There are two cases to consider, assuming a built-in focus motor in the lens:
The lens does not have a mechanical link for the in-camera focus motor: In this case, the camera motor cannot focus the lens at all. This is the case for the vast majority of lenses.
The lens has a mechanical link for the in-camera focus motor: In theory any one motor could do the job but camera makers assume the in-lens motor to be better, so they use the lens' motor.

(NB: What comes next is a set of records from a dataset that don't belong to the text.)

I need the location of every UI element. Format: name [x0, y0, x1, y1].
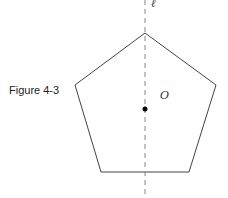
center-label: O	[160, 89, 169, 102]
center-point	[143, 107, 148, 112]
pentagon-diagram	[0, 0, 228, 198]
figure-caption: Figure 4-3	[9, 84, 59, 96]
line-label: ℓ	[151, 0, 156, 10]
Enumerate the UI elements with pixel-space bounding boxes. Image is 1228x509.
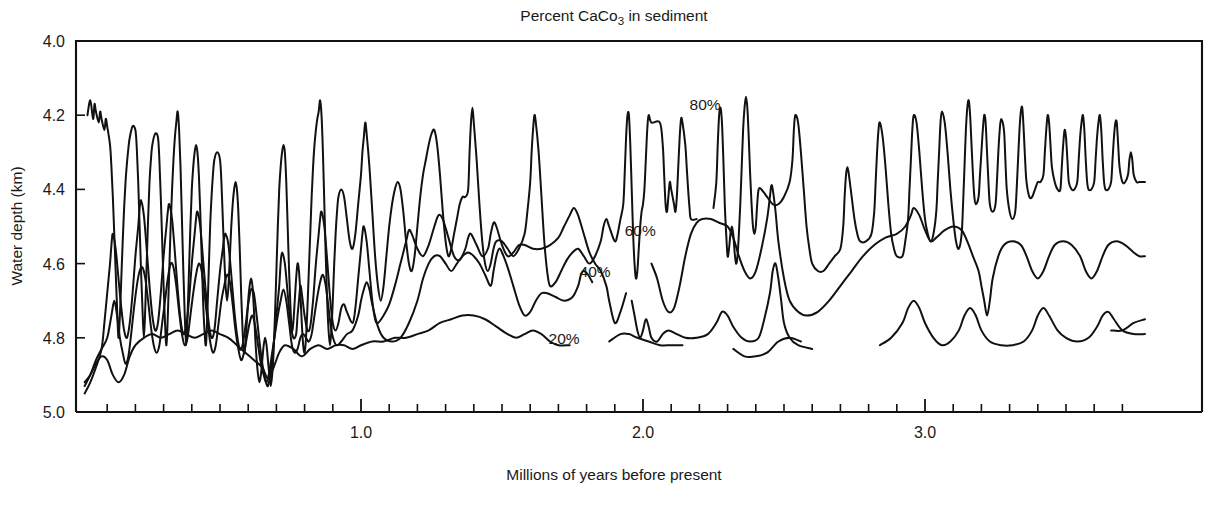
curve-segment bbox=[632, 263, 812, 349]
y-tick-label: 5.0 bbox=[43, 404, 65, 421]
curve-60pct bbox=[85, 185, 1145, 393]
y-tick-labels: 4.04.24.44.64.85.0 bbox=[43, 33, 65, 421]
x-tick-label: 1.0 bbox=[350, 424, 372, 441]
curve-80pct bbox=[87, 97, 1145, 386]
curve-segment bbox=[85, 249, 593, 386]
curve-segment bbox=[880, 301, 1145, 346]
figure-container: Percent CaCo3 in sediment Water depth (k… bbox=[0, 0, 1228, 509]
chart-title-group: Percent CaCo3 in sediment bbox=[520, 7, 708, 27]
x-tick-label: 3.0 bbox=[914, 424, 936, 441]
curve-annotations-layer: 20%40%60%80% bbox=[549, 96, 721, 347]
chart-title: Percent CaCo3 in sediment bbox=[520, 7, 708, 27]
y-tick-label: 4.4 bbox=[43, 181, 65, 198]
curve-label-80pct: 80% bbox=[690, 96, 721, 113]
curve-label-60pct: 60% bbox=[625, 222, 656, 239]
y-tick-label: 4.0 bbox=[43, 33, 65, 50]
x-axis-title: Millions of years before present bbox=[506, 466, 722, 483]
data-curves-layer bbox=[85, 97, 1145, 394]
curve-label-20pct: 20% bbox=[549, 330, 580, 347]
y-axis-title-group: Water depth (km) bbox=[8, 166, 25, 285]
curve-segment bbox=[87, 100, 696, 386]
curve-segment bbox=[609, 333, 682, 345]
y-tick-label: 4.8 bbox=[43, 330, 65, 347]
y-tick-label: 4.2 bbox=[43, 107, 65, 124]
caco3-sediment-chart: Percent CaCo3 in sediment Water depth (k… bbox=[0, 0, 1228, 509]
curve-label-40pct: 40% bbox=[580, 263, 611, 280]
x-tick-labels: 1.02.03.0 bbox=[350, 424, 936, 441]
y-tick-label: 4.6 bbox=[43, 256, 65, 273]
y-axis-title: Water depth (km) bbox=[8, 166, 25, 285]
x-tick-label: 2.0 bbox=[632, 424, 654, 441]
x-axis-title-group: Millions of years before present bbox=[506, 466, 722, 483]
curve-40pct bbox=[85, 249, 1145, 386]
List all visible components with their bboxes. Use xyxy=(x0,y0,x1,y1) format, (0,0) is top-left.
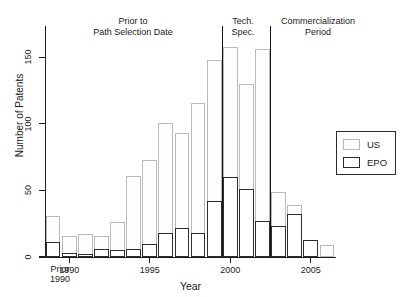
period-annotation-line1: Prior to xyxy=(73,16,193,27)
y-tick-label-text: 150 xyxy=(23,47,33,67)
legend-label-epo: EPO xyxy=(367,157,387,168)
x-tick-2000 xyxy=(230,257,231,263)
period-divider-2 xyxy=(270,26,272,257)
y-tick-label-0: 0 xyxy=(18,252,38,262)
period-divider-1 xyxy=(222,26,224,257)
x-tick-label-2000: 2000 xyxy=(220,265,240,275)
bar-epo-1998 xyxy=(191,233,206,257)
y-tick-label-text: 50 xyxy=(23,180,33,200)
period-annotation-1: Prior toPath Selection Date xyxy=(73,16,193,37)
y-tick-label-text: 100 xyxy=(23,114,33,134)
bar-epo-2002 xyxy=(255,221,270,257)
x-tick-label-prior: Prior 1990 xyxy=(50,265,70,284)
x-axis-title: Year xyxy=(45,280,336,292)
x-tick-label-1995: 1995 xyxy=(140,265,160,275)
y-tick-label-150: 150 xyxy=(18,52,38,62)
bar-epo-1990 xyxy=(62,253,77,257)
bar-us-1994 xyxy=(126,176,141,257)
bar-epo-1999 xyxy=(207,201,222,257)
x-tick-label-2005: 2005 xyxy=(301,265,321,275)
bar-epo-1993 xyxy=(110,250,125,257)
y-tick-50 xyxy=(39,190,45,191)
y-tick-label-50: 50 xyxy=(18,185,38,195)
bar-us-1995 xyxy=(142,160,157,257)
y-tick-0 xyxy=(39,256,45,257)
bar-us-2006 xyxy=(320,245,335,257)
period-annotation-3: CommercializationPeriod xyxy=(258,16,378,37)
bar-epo-1997 xyxy=(175,228,190,257)
legend-label-us: US xyxy=(367,139,380,150)
x-tick-1995 xyxy=(149,257,150,263)
legend-swatch-us-icon xyxy=(343,139,360,150)
patent-bar-chart-figure: Number of Patents Year 050100150 1990199… xyxy=(0,0,403,297)
prior-label-line2: 1990 xyxy=(50,275,70,285)
bar-epo-1996 xyxy=(158,233,173,257)
y-tick-150 xyxy=(39,57,45,58)
y-tick-label-text: 0 xyxy=(23,247,33,267)
legend-box: US EPO xyxy=(336,131,396,175)
y-tick-100 xyxy=(39,123,45,124)
legend-item-us: US xyxy=(343,137,380,152)
period-annotation-line2: Path Selection Date xyxy=(73,27,193,38)
legend-item-epo: EPO xyxy=(343,155,387,170)
bar-epo-1992 xyxy=(94,249,109,257)
bar-epo-2001 xyxy=(239,189,254,257)
x-tick-1990 xyxy=(69,257,70,263)
bar-epo-2004 xyxy=(287,214,302,257)
y-tick-label-100: 100 xyxy=(18,119,38,129)
bar-epo-2003 xyxy=(271,226,286,257)
legend-swatch-epo-icon xyxy=(343,157,360,168)
period-annotation-line1: Commercialization xyxy=(258,16,378,27)
x-tick-2005 xyxy=(310,257,311,263)
bar-epo-prior-1990 xyxy=(46,242,61,257)
bar-epo-1994 xyxy=(126,249,141,257)
plot-area: Number of Patents Year 050100150 1990199… xyxy=(0,0,403,297)
bar-epo-1995 xyxy=(142,244,157,257)
period-annotation-line2: Period xyxy=(258,27,378,38)
bar-epo-1991 xyxy=(78,254,93,257)
bar-epo-2005 xyxy=(303,240,318,257)
bar-epo-2000 xyxy=(223,177,238,257)
x-axis-line xyxy=(45,257,336,258)
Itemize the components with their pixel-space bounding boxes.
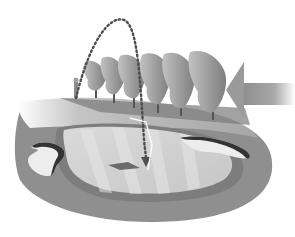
golf-wind-illustration bbox=[0, 0, 295, 237]
illustration-canvas bbox=[0, 0, 295, 237]
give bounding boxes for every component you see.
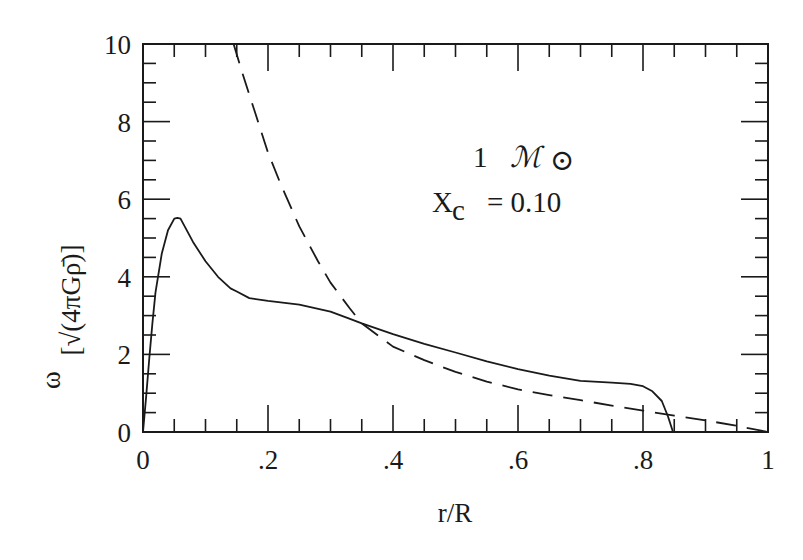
x-tick-label: .8: [633, 445, 653, 475]
chart: 0.2.4.6.810246810 r/R [√(4πGρ̄)] ω 1 ℳ ⊙…: [0, 0, 803, 560]
x-tick-label: .4: [383, 445, 404, 475]
x-axis-label: r/R: [438, 498, 473, 528]
solid-curve: [143, 218, 673, 432]
svg-text:c: c: [452, 194, 465, 226]
plot-frame: [143, 44, 768, 432]
y-tick-label: 0: [118, 418, 132, 448]
svg-text:ℳ: ℳ: [510, 140, 545, 174]
svg-text:⊙: ⊙: [550, 144, 574, 176]
curves: [143, 44, 768, 432]
y-tick-label: 10: [104, 30, 131, 60]
y-tick-label: 4: [118, 263, 132, 293]
y-tick-label: 8: [118, 108, 132, 138]
mass-annotation: 1 ℳ ⊙: [473, 140, 574, 176]
svg-text:1: 1: [473, 141, 488, 173]
x-tick-label: .6: [508, 445, 528, 475]
y-tick-label: 6: [118, 185, 132, 215]
svg-text:X: X: [432, 186, 453, 218]
x-tick-label: 1: [761, 445, 775, 475]
x-tick-label: 0: [136, 445, 150, 475]
svg-text:= 0.10: = 0.10: [487, 186, 561, 218]
y-tick-label: 2: [118, 340, 132, 370]
y-axis-units-label: [√(4πGρ̄)]: [56, 245, 86, 356]
dashed-curve: [234, 44, 768, 432]
y-axis-omega-label: ω: [36, 371, 66, 389]
x-tick-label: .2: [258, 445, 278, 475]
axis-ticks: [143, 44, 768, 432]
composition-annotation: X c = 0.10: [432, 186, 561, 226]
tick-labels: 0.2.4.6.810246810: [104, 30, 775, 475]
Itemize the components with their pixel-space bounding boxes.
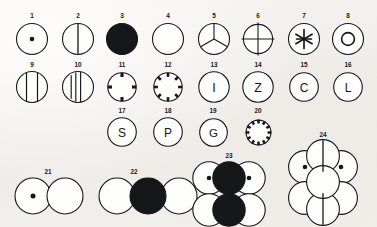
figure-12-circle-with-eight-notches bbox=[151, 70, 185, 104]
figure-2-circle-with-vertical-line bbox=[61, 22, 95, 56]
figure-label-8: 8 bbox=[338, 12, 357, 20]
figure-4-plain-circle bbox=[151, 22, 185, 56]
figure-19-circle-with-letter: G bbox=[198, 117, 229, 148]
figure-label-17: 17 bbox=[112, 107, 131, 115]
bead-bottom-center-solid bbox=[213, 194, 245, 226]
figure-label-22: 22 bbox=[124, 168, 143, 176]
figure-label-15: 15 bbox=[294, 61, 313, 69]
figure-16-circle-with-letter: L bbox=[332, 71, 364, 103]
figure-7-circle-with-asterisk bbox=[287, 22, 321, 56]
center-dot-icon-right bbox=[247, 176, 252, 181]
figure-label-21: 21 bbox=[38, 168, 57, 176]
figure-6-circle-with-cross bbox=[241, 22, 275, 56]
letter-glyph: I bbox=[212, 81, 215, 95]
figure-14-circle-with-letter: Z bbox=[241, 70, 275, 104]
letter-glyph: P bbox=[164, 126, 172, 140]
figure-label-19: 19 bbox=[203, 107, 222, 115]
figure-label-6: 6 bbox=[248, 12, 267, 20]
figure-10-circle-with-three-vertical-lines bbox=[61, 70, 95, 104]
figure-label-9: 9 bbox=[22, 61, 41, 69]
letter-glyph: G bbox=[209, 127, 218, 139]
figure-21-bead-pair bbox=[14, 176, 84, 216]
center-dot-icon-upper-right bbox=[339, 165, 344, 170]
figure-24-bead-rosette-seven bbox=[283, 140, 363, 220]
bead-center-solid bbox=[130, 178, 166, 214]
figure-plate: 1 2 3 4 5 6 bbox=[0, 0, 377, 227]
figure-8-concentric-ring-circle bbox=[331, 22, 365, 56]
figure-label-2: 2 bbox=[68, 12, 87, 20]
figure-label-4: 4 bbox=[158, 12, 177, 20]
figure-1-circle-with-center-dot bbox=[15, 22, 49, 56]
center-dot-icon-upper-left bbox=[303, 165, 308, 170]
figure-9-circle-with-two-vertical-lines bbox=[15, 70, 49, 104]
figure-label-23: 23 bbox=[219, 152, 238, 160]
center-dot-icon bbox=[31, 194, 36, 199]
letter-glyph: L bbox=[345, 81, 352, 95]
figure-5-circle-with-tri-radial-division bbox=[197, 22, 231, 56]
figure-label-20: 20 bbox=[248, 107, 267, 115]
figure-label-5: 5 bbox=[204, 12, 223, 20]
letter-glyph: C bbox=[300, 81, 309, 95]
figure-11-circle-with-four-notches bbox=[105, 70, 139, 104]
figure-15-circle-with-letter: C bbox=[288, 71, 320, 103]
figure-label-11: 11 bbox=[112, 61, 131, 69]
figure-label-7: 7 bbox=[294, 12, 313, 20]
figure-label-14: 14 bbox=[248, 61, 267, 69]
center-dot-icon-left bbox=[207, 176, 212, 181]
center-dot-icon bbox=[30, 37, 35, 42]
letter-glyph: Z bbox=[254, 81, 262, 95]
figure-20-circle-with-twelve-notches bbox=[243, 117, 274, 148]
figure-label-18: 18 bbox=[158, 107, 177, 115]
figure-label-10: 10 bbox=[68, 61, 87, 69]
inner-ring-icon bbox=[342, 33, 355, 46]
bead-top-center-solid bbox=[213, 162, 245, 194]
figure-label-24: 24 bbox=[313, 131, 332, 139]
letter-glyph: S bbox=[118, 126, 126, 140]
figure-label-12: 12 bbox=[158, 61, 177, 69]
figure-23-bead-cluster-six bbox=[192, 161, 266, 227]
bead-right bbox=[47, 178, 83, 214]
figure-label-1: 1 bbox=[22, 12, 41, 20]
figure-18-circle-with-letter: P bbox=[152, 116, 184, 148]
figure-3-solid-black-circle bbox=[105, 22, 139, 56]
figure-label-16: 16 bbox=[338, 61, 357, 69]
figure-17-circle-with-letter: S bbox=[106, 116, 138, 148]
figure-22-bead-triple bbox=[98, 176, 198, 216]
figure-label-13: 13 bbox=[204, 61, 223, 69]
figure-13-circle-with-letter: I bbox=[197, 70, 231, 104]
figure-label-3: 3 bbox=[112, 12, 131, 20]
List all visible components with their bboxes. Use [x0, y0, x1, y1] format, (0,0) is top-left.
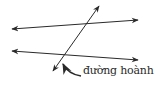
transversal-line: [53, 6, 99, 71]
pointer-arrow-icon: [63, 64, 81, 76]
transversal-label: đường hoành: [83, 64, 154, 77]
top-line: [12, 20, 138, 29]
bottom-line: [12, 51, 138, 60]
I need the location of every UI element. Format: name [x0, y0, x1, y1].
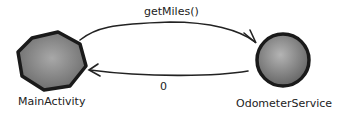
request-arrow	[80, 22, 256, 43]
edge-label-getmiles: getMiles()	[144, 5, 199, 18]
response-arrow	[89, 64, 248, 76]
hexagon-node-icon	[18, 32, 86, 90]
circle-node-icon	[257, 34, 309, 86]
node-label-odometerservice: OdometerService	[236, 97, 332, 110]
node-label-mainactivity: MainActivity	[18, 95, 85, 108]
edge-label-return-value: 0	[160, 80, 167, 93]
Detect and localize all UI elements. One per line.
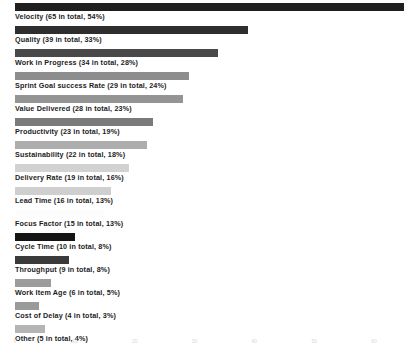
bar-label: Lead Time (16 in total, 13%)	[15, 195, 113, 206]
bar-track	[15, 118, 404, 126]
bar-track	[15, 141, 404, 149]
bar-label: Quality (39 in total, 33%)	[15, 34, 102, 45]
bar-fill	[15, 325, 45, 333]
axis-tick-label: 50	[311, 337, 317, 345]
bar-chart: Velocity (65 in total, 54%)Quality (39 i…	[0, 0, 418, 355]
bar-label: Throughput (9 in total, 8%)	[15, 264, 110, 275]
bar-row: Cycle Time (10 in total, 8%)	[0, 230, 418, 253]
axis-tick-label: 60	[371, 337, 377, 345]
bar-row: Sustainability (22 in total, 18%)	[0, 138, 418, 161]
bar-track	[15, 187, 404, 195]
bar-fill	[15, 187, 111, 195]
bar-track	[15, 3, 404, 11]
bar-row: Focus Factor (15 in total, 13%)	[0, 207, 418, 230]
bar-label: Work in Progress (34 in total, 28%)	[15, 57, 138, 68]
bar-row: Work in Progress (34 in total, 28%)	[0, 46, 418, 69]
bar-track	[15, 164, 404, 172]
bar-fill	[15, 279, 51, 287]
bar-label: Sustainability (22 in total, 18%)	[15, 149, 125, 160]
chart-plot-area: Velocity (65 in total, 54%)Quality (39 i…	[0, 0, 418, 337]
bar-row: Sprint Goal success Rate (29 in total, 2…	[0, 69, 418, 92]
bar-label: Productivity (23 in total, 19%)	[15, 126, 120, 137]
bar-track	[15, 256, 404, 264]
bar-row: Throughput (9 in total, 8%)	[0, 253, 418, 276]
axis-tick-label: 10	[72, 337, 78, 345]
bar-row: Productivity (23 in total, 19%)	[0, 115, 418, 138]
bar-fill	[15, 26, 248, 34]
bar-label: Cost of Delay (4 in total, 3%)	[15, 310, 116, 321]
bar-track	[15, 279, 404, 287]
bar-row: Quality (39 in total, 33%)	[0, 23, 418, 46]
axis-tick-label: 30	[192, 337, 198, 345]
bar-row: Work Item Age (6 in total, 5%)	[0, 276, 418, 299]
bar-track	[15, 49, 404, 57]
bar-row: Cost of Delay (4 in total, 3%)	[0, 299, 418, 322]
bar-row: Lead Time (16 in total, 13%)	[0, 184, 418, 207]
bar-fill	[15, 256, 69, 264]
bar-fill	[15, 49, 218, 57]
bar-fill	[15, 95, 183, 103]
bar-track	[15, 233, 404, 241]
bar-label: Cycle Time (10 in total, 8%)	[15, 241, 112, 252]
bar-track	[15, 72, 404, 80]
bar-fill	[15, 3, 404, 11]
bar-fill	[15, 72, 189, 80]
bar-track	[15, 95, 404, 103]
bar-label: Focus Factor (15 in total, 13%)	[15, 218, 123, 229]
bar-track	[15, 210, 404, 218]
axis-tick-label: 0	[14, 337, 17, 345]
axis-tick-label: 40	[252, 337, 258, 345]
bar-track	[15, 302, 404, 310]
x-axis: 0102030405060	[0, 337, 418, 349]
bar-fill	[15, 210, 105, 218]
bar-track	[15, 325, 404, 333]
bar-row: Value Delivered (28 in total, 23%)	[0, 92, 418, 115]
bar-label: Sprint Goal success Rate (29 in total, 2…	[15, 80, 167, 91]
bar-label: Velocity (65 in total, 54%)	[15, 11, 105, 22]
bar-label: Work Item Age (6 in total, 5%)	[15, 287, 120, 298]
bar-track	[15, 26, 404, 34]
bar-fill	[15, 118, 153, 126]
bar-fill	[15, 233, 75, 241]
bar-fill	[15, 302, 39, 310]
axis-tick-label: 20	[132, 337, 138, 345]
bar-row: Delivery Rate (19 in total, 16%)	[0, 161, 418, 184]
bar-fill	[15, 164, 129, 172]
bar-label: Value Delivered (28 in total, 23%)	[15, 103, 132, 114]
bar-label: Delivery Rate (19 in total, 16%)	[15, 172, 124, 183]
bar-fill	[15, 141, 147, 149]
bar-row: Velocity (65 in total, 54%)	[0, 0, 418, 23]
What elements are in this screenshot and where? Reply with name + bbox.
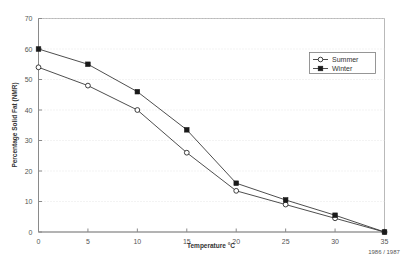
y-tick-label: 60 [25, 46, 33, 53]
data-point-open-circle [234, 188, 239, 193]
data-point-filled-square [184, 128, 189, 133]
open-circle-icon [318, 57, 323, 62]
legend-entry-summer: Summer [313, 56, 359, 63]
legend: Summer Winter [310, 53, 376, 74]
data-point-filled-square [36, 47, 41, 52]
data-point-open-circle [184, 150, 189, 155]
y-tick-label: 20 [25, 168, 33, 175]
x-tick-label: 35 [381, 238, 389, 245]
y-tick-label: 0 [29, 229, 33, 236]
period-annotation: 1986 / 1987 [368, 249, 400, 255]
chart-container: 05101520253035 010203040506070 Temperatu… [0, 0, 417, 266]
data-point-open-circle [36, 65, 41, 70]
x-tick-label: 10 [133, 238, 141, 245]
solid-fat-temperature-line-chart: 05101520253035 010203040506070 Temperatu… [0, 0, 417, 266]
y-tick-label: 10 [25, 198, 33, 205]
filled-square-icon [318, 66, 323, 71]
y-tick-label: 70 [25, 15, 33, 22]
y-tick-label: 40 [25, 107, 33, 114]
data-point-filled-square [135, 89, 140, 94]
data-point-open-circle [86, 83, 91, 88]
x-axis-title: Temperature °C [187, 242, 235, 250]
y-tick-label: 50 [25, 76, 33, 83]
data-point-filled-square [234, 181, 239, 186]
legend-entry-winter: Winter [313, 65, 353, 72]
data-point-open-circle [283, 202, 288, 207]
x-tick-label: 30 [331, 238, 339, 245]
y-tick-label: 30 [25, 137, 33, 144]
data-point-filled-square [283, 198, 288, 203]
data-point-filled-square [382, 230, 387, 235]
y-axis-title: Percentage Solid Fat (NMR) [11, 82, 19, 167]
x-tick-label: 25 [282, 238, 290, 245]
x-tick-label: 0 [37, 238, 41, 245]
data-point-open-circle [135, 108, 140, 113]
x-tick-label: 5 [86, 238, 90, 245]
legend-label-winter: Winter [332, 65, 353, 72]
data-point-filled-square [86, 62, 91, 67]
chart-background [0, 0, 417, 266]
data-point-filled-square [333, 213, 338, 218]
legend-label-summer: Summer [332, 56, 359, 63]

It has been requested to have a camera setting added to change this in case of a failure of the in-lens motor but no camera provides this yet AFAIK.
Originally by user1620. Source · Licensed CC BY-SA 4.0
user1620
15y ago
0
Generated from our catalog & community — verify before relying on it.
Normally, the lens motor is used.
In most modern autofocus lenses with built-in motors, the camera body’s screw-drive or body motor cannot drive the lens at all because there is no mechanical coupling for it. The lens focuses itself using its own motor.
In the less common case where a lens has both an internal motor and a mechanical linkage that could be driven by the camera body, cameras generally still use the lens’s motor rather than combining both. They do not work together to make autofocus faster.
So in practice, autofocus is usually driven by either the lens motor or the body motor, not both at once—and if the lens has its own motor, that is typically the one used.